When did American distrust begin? Do Americans care about Democracy? Those are the questions that lawmakers from both sides of the aisle have asked since the nation’s founding. A November 2025 poll from Johns Hopkins University reveals that only 11% of Americans believe that American Democracy is “doing well.” This isn’t shocking. Over the past 6 years, Americans have grappled with the label of falsified elections, shocking political assasinations and attempts, efforts to blacklist candidates from the ballot, and of course, the infamous storming of the US Capitol on January 6, 2021. It’s clear that Americans know that the current state of affairs is a deviation from the vision of our founding fathers.
More direct evidence of that fact comes from a February 2026 poll from Bowling Green State University that surveyed 1,200 American Voters over the course of 5 days. Only 18% of respondents said that they believed that the Founding Fathers would be “very” or “somewhat” satisfied with the present state of American Government. 54% of respondents said that they would be very dissatisfied. But not all hope is lost. The respondents of that same poll were evenly split between believing that America’s best days were ahead of us or behind us.

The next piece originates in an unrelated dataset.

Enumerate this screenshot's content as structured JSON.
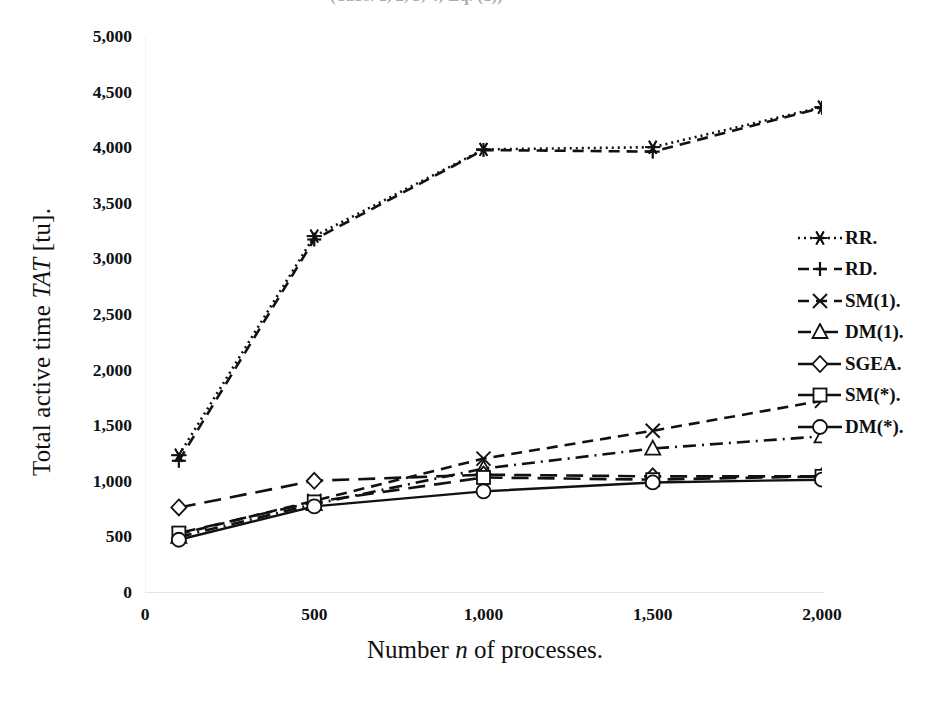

One explanation for this could be the distrust in America's institutions. In 1964, under President Lyndon B. Johnson, 77% of Americans said that they trusted the government in Washington to do what is right just about always or most of the time. 1964 is an important year for American trust, because it came just before the United States began ramping up its involvement in the conflict in Vietnam. During the war, there was overwhelming evidence of US-led or ally-led war crimes, but perhaps more importantly, falsification of the war narrative by the Johnson administration. By 1970 (under Nixon), public trust fell to 54%. But what happened next was more detrimental to the already strained relationship between the American people and their government. Watergate. Nixon resigned, and by 1974, trust in the Federal government had fallen to 36%, a 41% decrease in a decade. Today, it’s sitting at 17%, and hasn’t really changed much since the late 2000s.
For more than half a century, each political crisis has chipped away at public confidence in the institutions meant to govern the nation. Rebuilding that trust may prove to be one of the defining challenges of the next generation of American politics.